From todays standpoint, the historical importance of TE massively compounds its inherent philosophical interest, and this excellent new translation by Andrew Brown provides a welcome opportunity to re-examine it. TE demonstrates the presence in Sartres thinking from its earliest stage of ideas which, although not yet consciously entertained as such, were to become central tenets within his existentialist philosophy. Sartres hostility to a conception of the self as an inner entity at the core of individual human beings, playing an explanatory role in relation to their experience, is clearly conveyed in TE, along with his rejection of any psychology that trades on such a conception. Sartres own conception of consciousness as absolute, insubstantial, and transparent is also voiced here, and his negative attitude towards Freudian psychoanalysis, based on its denial of these features, is briefly expressed.

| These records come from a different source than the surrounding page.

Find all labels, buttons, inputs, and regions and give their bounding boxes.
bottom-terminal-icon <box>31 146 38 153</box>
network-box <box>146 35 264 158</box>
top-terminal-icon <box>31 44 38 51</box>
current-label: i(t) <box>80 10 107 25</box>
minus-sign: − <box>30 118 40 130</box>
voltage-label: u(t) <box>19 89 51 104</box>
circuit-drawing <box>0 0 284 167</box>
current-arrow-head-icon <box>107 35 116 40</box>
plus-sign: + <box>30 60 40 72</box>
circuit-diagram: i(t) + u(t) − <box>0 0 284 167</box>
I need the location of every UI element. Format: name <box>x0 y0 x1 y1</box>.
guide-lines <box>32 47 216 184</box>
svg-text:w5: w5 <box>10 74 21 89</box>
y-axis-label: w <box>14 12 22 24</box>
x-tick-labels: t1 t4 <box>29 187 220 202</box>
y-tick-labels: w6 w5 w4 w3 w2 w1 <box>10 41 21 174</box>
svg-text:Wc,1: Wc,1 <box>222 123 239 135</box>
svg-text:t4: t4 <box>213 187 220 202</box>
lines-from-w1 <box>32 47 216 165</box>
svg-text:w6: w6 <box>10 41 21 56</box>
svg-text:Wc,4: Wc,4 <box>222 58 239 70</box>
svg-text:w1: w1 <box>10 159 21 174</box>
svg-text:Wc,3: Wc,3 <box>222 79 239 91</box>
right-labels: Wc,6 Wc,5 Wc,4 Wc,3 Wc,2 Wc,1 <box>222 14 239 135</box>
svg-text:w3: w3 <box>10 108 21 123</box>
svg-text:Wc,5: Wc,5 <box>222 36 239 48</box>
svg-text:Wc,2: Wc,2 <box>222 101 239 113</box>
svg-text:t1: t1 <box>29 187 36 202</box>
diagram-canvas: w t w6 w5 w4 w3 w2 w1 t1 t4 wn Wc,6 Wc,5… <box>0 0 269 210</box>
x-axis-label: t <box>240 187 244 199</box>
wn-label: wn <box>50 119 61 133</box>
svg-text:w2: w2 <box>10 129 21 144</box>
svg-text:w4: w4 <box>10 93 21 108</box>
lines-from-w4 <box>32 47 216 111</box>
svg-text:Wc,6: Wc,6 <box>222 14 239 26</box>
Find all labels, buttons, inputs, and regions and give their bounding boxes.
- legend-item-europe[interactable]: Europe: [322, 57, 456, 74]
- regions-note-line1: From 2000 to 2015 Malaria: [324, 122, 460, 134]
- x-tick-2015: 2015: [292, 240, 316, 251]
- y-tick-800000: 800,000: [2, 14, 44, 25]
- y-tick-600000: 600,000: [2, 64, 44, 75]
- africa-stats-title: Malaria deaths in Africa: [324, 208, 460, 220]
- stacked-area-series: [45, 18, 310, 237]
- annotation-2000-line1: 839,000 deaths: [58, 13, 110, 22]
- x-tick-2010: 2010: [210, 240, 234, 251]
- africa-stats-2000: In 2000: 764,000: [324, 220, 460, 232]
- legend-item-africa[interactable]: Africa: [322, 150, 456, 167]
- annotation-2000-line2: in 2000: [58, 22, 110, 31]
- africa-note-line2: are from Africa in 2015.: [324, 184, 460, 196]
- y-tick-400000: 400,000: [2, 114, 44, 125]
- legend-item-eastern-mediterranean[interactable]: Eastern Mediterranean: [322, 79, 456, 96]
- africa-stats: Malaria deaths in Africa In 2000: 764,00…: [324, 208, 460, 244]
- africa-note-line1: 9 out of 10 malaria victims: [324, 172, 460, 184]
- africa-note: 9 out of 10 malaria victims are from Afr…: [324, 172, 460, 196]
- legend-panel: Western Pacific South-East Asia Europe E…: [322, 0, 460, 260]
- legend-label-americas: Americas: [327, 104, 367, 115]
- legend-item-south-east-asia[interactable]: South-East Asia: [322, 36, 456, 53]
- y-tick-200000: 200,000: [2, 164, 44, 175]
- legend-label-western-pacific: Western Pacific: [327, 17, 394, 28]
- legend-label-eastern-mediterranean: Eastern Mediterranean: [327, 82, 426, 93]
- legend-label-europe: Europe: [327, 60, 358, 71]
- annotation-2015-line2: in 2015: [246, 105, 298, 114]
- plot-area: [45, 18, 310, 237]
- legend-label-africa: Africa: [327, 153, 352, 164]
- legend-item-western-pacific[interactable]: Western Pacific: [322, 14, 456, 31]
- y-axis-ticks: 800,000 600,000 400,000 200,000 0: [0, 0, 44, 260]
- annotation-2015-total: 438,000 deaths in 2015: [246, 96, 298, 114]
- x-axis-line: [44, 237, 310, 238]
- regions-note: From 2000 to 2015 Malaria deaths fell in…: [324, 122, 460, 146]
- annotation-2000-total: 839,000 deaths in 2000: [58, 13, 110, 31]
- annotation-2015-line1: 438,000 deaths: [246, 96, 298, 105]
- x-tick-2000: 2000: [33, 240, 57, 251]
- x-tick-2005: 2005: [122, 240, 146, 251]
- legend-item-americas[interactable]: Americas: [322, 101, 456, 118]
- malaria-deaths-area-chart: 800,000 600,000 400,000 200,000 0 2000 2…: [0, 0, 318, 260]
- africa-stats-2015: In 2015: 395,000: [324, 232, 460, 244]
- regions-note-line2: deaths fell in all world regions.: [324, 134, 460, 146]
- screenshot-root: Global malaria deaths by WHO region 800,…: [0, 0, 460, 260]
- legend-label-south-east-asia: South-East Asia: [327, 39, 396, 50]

TE also provides the first instance in print of Sartres attempt to define his relationship with one of his most important early interlocutors, Husserl. Recollecting, a few years later, the period in the early 1930s when he immersed himself in Husserls phenomenological writings, Sartre wrote in his War Diaries that before he could move on to study Martin Heideggers philosophy, he had first to exhaust Husserls thinking. For me, moreover, to exhaust a philosophy is to reflect within its perspectives, and create my own private ideas at its expense, until I plunge into a blind alley (Sartre 1984, pp. 1834). TE provides an excellent example of the parasitic creativity to which Sartre refers. And despite its moments of undeniable brilliance, one can glimpse, now and again, at least the threat of a blind alley.
The opening pages of TE do not focus in the first instance on Husserl. The problem of the self with which Sartre is concerned belongs to philosophy quite generally, and Sartres bold initial declaration of intent is stated in general terms: I should like to show here that the Ego is neither formally nor materially in consciousness: it is outside, in the world; it is a being in the world, like the Ego of another (p. 1 in this volume; hereafter simple page nos. in parentheses will refer to pages in this volume).
Sartre suggests that the view he is contesting is widely held: he attributes it, in this first paragraph, not only to most philosophers, but also to psychologists. Nonetheless, and notwithstanding Sartres use of Kants Critique of Pure Reason as a way in to his problem, it soon becomes clear that his main opponent is Husserl.
This is indicated, too, by the title of Sartres essay. Sartres use of the term transcendence follows Husserls, and refers to an opposition central to Husserls thought. In Husserls usage, an object of consciousness is immanent if all its parts are contained within a single conscious experience. A sensation, for example, is inherent within consciousness: it is presented in its entirety, lived through, as Husserl puts it. A transcendent object, on the other hand, has aspects some of which always exceedtranscenda particular experience of it. Material objects are transcendent in this sense: visual perception, for example, cannot present a material object all at once, but only perspectivally. Looked at from the front, the back of the object remains unseen.